Trump administration officials withheld information about carcinogenic pollution from Illinois communities, according to a report released yesterday by the Environmental Protection Agency’s inspector general. Bill Wehrum, who served as assistant administrator of the office of Air and Radiation until 2019, kept information from residents of Willowbrook, Illinois, about results of air monitoring that showed they had an elevated risk of cancer due to ethylene oxide from a local sterilizing plant, according to the report, “EPA Delayed Risk Communication and Issued Instructions Hindering Region 5’s Ability to Address Ethylene Oxide Emissions,” which was produced in response to a request from Congress.
Measurement of the levels of ethylene oxide around the facility, which was owned by Sterigenics and has since closed, was conducted in May 2018 and showed an elevated risk of cancer due to the gas. In June, the regional administrator responsible for the area was briefed on the monitoring results and was preparing to release them to the public by posting them to the agency’s website. According to the report, “the then-Region 5 regional administrator expressed concern about the monitoring results and wanted to immediately release them to the public to avoid another public health emergency like the Flint, Michigan drinking water crisis.”
But Wehrum, who was not mentioned by name but referred to as “then-assistant administrator for air and radiation,” directed the regional administrator not to release the results to the public, according to the report. Before serving as head of EPA’s Office of Air and Radiation, Wehrum was a lobbyist who represented chemical and oil companies. He left the post in 2019, while under scrutiny from the House of Representatives, the Senate, and the EPA’s inspector general. The Senate report found Wehrum was instituting changes that would increase air pollution and benefit his former clients at the lobbying firm Hunton Andrews Kurth LLP.
Wehrum did not immediately respond to a request for comment.
In August 2018, the regional office of the EPA that covers Illinois did post the results of the monitoring on its website, but only briefly. “The Region 5’s webpage on Sterigenics facility monitoring was online for about an hour before the then-deputy assistant administrator for Air and Radiation directed Region 5 to take the webpage down,” according to the report.
The inspector general’s report also notes that the EPA did not meet with residents of Lake County who were exposed to the same gas.
The report does not explore the role of Wehrum or other EPA staff in deciding not to inform residents of dozens of other communities exposed to ethylene oxide of the dangers they faced. In a 2019 investigation, The Intercept found that more than 100 census tracts had elevated cancer risk due to ethylene oxide pollution. The vast majority of the people in these communities were not notified of the risk they faced. In an investigation published in March, The Intercept found that the Trump EPA encouraged companies to change their reported ethylene oxide emissions to a publicly available database called the Toxics Release Inventory. That story also found that the agency had conducted modeling that revealed ethylene oxide emissions from a plant in Port Neches, Texas, caused elevated cancer risk in an area around the plant that stretched more than 1,000 square miles, but the agency didn’t inform residents living there.
The inspector general’s report concludes that the EPA’s Office of Air and Radiation “senior leaders issued instructions that hindered Region 5’s efforts to address ethylene oxide in a timely manner,” and the “EPA did not act consistently with its mission or guidance on risk communication.” The report requests a written response from the agency within 60 days.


* [ACTIVITY]
Your task is to copy every entry exactly.

• • • • •

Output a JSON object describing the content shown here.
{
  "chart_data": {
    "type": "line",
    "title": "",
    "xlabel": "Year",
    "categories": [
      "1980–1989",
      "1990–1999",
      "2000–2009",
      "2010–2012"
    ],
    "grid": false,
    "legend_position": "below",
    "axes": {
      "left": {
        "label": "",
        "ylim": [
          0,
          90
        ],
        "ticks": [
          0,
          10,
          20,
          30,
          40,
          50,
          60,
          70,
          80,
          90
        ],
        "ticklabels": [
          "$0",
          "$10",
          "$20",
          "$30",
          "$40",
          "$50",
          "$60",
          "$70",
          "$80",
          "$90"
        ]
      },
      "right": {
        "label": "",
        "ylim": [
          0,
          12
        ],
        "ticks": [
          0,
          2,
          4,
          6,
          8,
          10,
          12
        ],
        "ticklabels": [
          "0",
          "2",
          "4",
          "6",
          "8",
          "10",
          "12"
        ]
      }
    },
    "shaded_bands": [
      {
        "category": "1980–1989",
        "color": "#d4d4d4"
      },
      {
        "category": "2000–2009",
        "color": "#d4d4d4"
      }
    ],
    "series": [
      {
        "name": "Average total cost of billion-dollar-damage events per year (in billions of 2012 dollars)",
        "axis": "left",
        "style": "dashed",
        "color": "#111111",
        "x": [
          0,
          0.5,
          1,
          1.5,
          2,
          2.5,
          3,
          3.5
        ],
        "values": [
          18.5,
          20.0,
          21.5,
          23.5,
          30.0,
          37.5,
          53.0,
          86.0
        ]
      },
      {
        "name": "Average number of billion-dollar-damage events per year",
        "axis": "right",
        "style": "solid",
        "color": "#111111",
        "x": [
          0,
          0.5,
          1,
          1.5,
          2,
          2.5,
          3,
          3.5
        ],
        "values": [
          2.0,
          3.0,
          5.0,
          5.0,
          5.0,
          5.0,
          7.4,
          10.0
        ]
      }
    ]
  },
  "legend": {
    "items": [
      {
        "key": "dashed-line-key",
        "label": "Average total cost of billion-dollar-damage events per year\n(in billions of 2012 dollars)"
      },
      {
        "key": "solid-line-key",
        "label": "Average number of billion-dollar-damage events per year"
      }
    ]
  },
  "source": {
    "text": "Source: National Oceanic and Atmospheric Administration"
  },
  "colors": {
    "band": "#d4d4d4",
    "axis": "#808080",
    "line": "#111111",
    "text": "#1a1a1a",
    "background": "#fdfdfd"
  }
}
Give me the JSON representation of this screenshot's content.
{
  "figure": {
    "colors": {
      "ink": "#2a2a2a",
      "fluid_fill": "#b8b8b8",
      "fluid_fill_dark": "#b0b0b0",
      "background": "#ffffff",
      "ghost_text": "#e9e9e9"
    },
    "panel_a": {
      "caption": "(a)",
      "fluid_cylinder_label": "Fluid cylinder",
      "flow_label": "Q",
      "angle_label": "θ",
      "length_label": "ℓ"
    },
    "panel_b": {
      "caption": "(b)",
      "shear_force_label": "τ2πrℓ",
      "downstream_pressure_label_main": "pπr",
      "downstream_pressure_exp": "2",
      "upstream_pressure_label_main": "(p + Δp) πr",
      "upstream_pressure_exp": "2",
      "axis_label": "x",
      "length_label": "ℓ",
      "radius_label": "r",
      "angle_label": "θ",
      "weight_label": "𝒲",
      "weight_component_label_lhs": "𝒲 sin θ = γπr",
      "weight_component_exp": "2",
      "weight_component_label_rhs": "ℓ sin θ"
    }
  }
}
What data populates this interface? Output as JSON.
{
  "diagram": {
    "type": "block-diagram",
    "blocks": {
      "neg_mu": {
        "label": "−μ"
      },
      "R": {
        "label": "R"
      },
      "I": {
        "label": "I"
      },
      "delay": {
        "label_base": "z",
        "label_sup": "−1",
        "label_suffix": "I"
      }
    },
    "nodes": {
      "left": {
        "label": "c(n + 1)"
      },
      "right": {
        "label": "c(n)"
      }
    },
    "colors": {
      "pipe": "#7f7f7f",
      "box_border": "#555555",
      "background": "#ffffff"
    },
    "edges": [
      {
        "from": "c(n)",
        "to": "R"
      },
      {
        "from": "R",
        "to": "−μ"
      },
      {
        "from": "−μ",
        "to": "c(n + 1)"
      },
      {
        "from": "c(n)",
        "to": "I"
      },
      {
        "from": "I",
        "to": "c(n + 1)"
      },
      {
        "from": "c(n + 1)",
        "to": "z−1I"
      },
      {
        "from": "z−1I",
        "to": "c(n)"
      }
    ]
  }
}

• • • • •

* [EXERCISE ANSWER]
Output a JSON object describing the content shown here.
{
  "chart_data": {
    "type": "line",
    "title": "",
    "xlabel": "Year",
    "categories": [
      "1980–1989",
      "1990–1999",
      "2000–2009",
      "2010–2012"
    ],
    "grid": false,
    "legend_position": "below",
    "axes": {
      "left": {
        "label": "",
        "ylim": [
          0,
          90
        ],
        "ticks": [
          0,
          10,
          20,
          30,
          40,
          50,
          60,
          70,
          80,
          90
        ],
        "ticklabels": [
          "$0",
          "$10",
          "$20",
          "$30",
          "$40",
          "$50",
          "$60",
          "$70",
          "$80",
          "$90"
        ]
      },
      "right": {
        "label": "",
        "ylim": [
          0,
          12
        ],
        "ticks": [
          0,
          2,
          4,
          6,
          8,
          10,
          12
        ],
        "ticklabels": [
          "0",
          "2",
          "4",
          "6",
          "8",
          "10",
          "12"
        ]
      }
    },
    "shaded_bands": [
      {
        "category": "1980–1989",
        "color": "#d4d4d4"
      },
      {
        "category": "2000–2009",
        "color": "#d4d4d4"
      }
    ],
    "series": [
      {
        "name": "Average total cost of billion-dollar-damage events per year (in billions of 2012 dollars)",
        "axis": "left",
        "style": "dashed",
        "color": "#111111",
        "x": [
          0,
          0.5,
          1,
          1.5,
          2,
          2.5,
          3,
          3.5
        ],
        "values": [
          18.5,
          20.0,
          21.5,
          23.5,
          30.0,
          37.5,
          53.0,
          86.0
        ]
      },
      {
        "name": "Average number of billion-dollar-damage events per year",
        "axis": "right",
        "style": "solid",
        "color": "#111111",
        "x": [
          0,
          0.5,
          1,
          1.5,
          2,
          2.5,
          3,
          3.5
        ],
        "values": [
          2.0,
          3.0,
          5.0,
          5.0,
          5.0,
          5.0,
          7.4,
          10.0
        ]
      }
    ]
  },
  "legend": {
    "items": [
      {
        "key": "dashed-line-key",
        "label": "Average total cost of billion-dollar-damage events per year\n(in billions of 2012 dollars)"
      },
      {
        "key": "solid-line-key",
        "label": "Average number of billion-dollar-damage events per year"
      }
    ]
  },
  "source": {
    "text": "Source: National Oceanic and Atmospheric Administration"
  },
  "colors": {
    "band": "#d4d4d4",
    "axis": "#808080",
    "line": "#111111",
    "text": "#1a1a1a",
    "background": "#fdfdfd"
  }
}
Give me the JSON representation of this screenshot's content.
{
  "figure": {
    "colors": {
      "ink": "#2a2a2a",
      "fluid_fill": "#b8b8b8",
      "fluid_fill_dark": "#b0b0b0",
      "background": "#ffffff",
      "ghost_text": "#e9e9e9"
    },
    "panel_a": {
      "caption": "(a)",
      "fluid_cylinder_label": "Fluid cylinder",
      "flow_label": "Q",
      "angle_label": "θ",
      "length_label": "ℓ"
    },
    "panel_b": {
      "caption": "(b)",
      "shear_force_label": "τ2πrℓ",
      "downstream_pressure_label_main": "pπr",
      "downstream_pressure_exp": "2",
      "upstream_pressure_label_main": "(p + Δp) πr",
      "upstream_pressure_exp": "2",
      "axis_label": "x",
      "length_label": "ℓ",
      "radius_label": "r",
      "angle_label": "θ",
      "weight_label": "𝒲",
      "weight_component_label_lhs": "𝒲 sin θ = γπr",
      "weight_component_exp": "2",
      "weight_component_label_rhs": "ℓ sin θ"
    }
  }
}
What data populates this interface? Output as JSON.
{
  "diagram": {
    "type": "block-diagram",
    "blocks": {
      "neg_mu": {
        "label": "−μ"
      },
      "R": {
        "label": "R"
      },
      "I": {
        "label": "I"
      },
      "delay": {
        "label_base": "z",
        "label_sup": "−1",
        "label_suffix": "I"
      }
    },
    "nodes": {
      "left": {
        "label": "c(n + 1)"
      },
      "right": {
        "label": "c(n)"
      }
    },
    "colors": {
      "pipe": "#7f7f7f",
      "box_border": "#555555",
      "background": "#ffffff"
    },
    "edges": [
      {
        "from": "c(n)",
        "to": "R"
      },
      {
        "from": "R",
        "to": "−μ"
      },
      {
        "from": "−μ",
        "to": "c(n + 1)"
      },
      {
        "from": "c(n)",
        "to": "I"
      },
      {
        "from": "I",
        "to": "c(n + 1)"
      },
      {
        "from": "c(n + 1)",
        "to": "z−1I"
      },
      {
        "from": "z−1I",
        "to": "c(n)"
      }
    ]
  }
}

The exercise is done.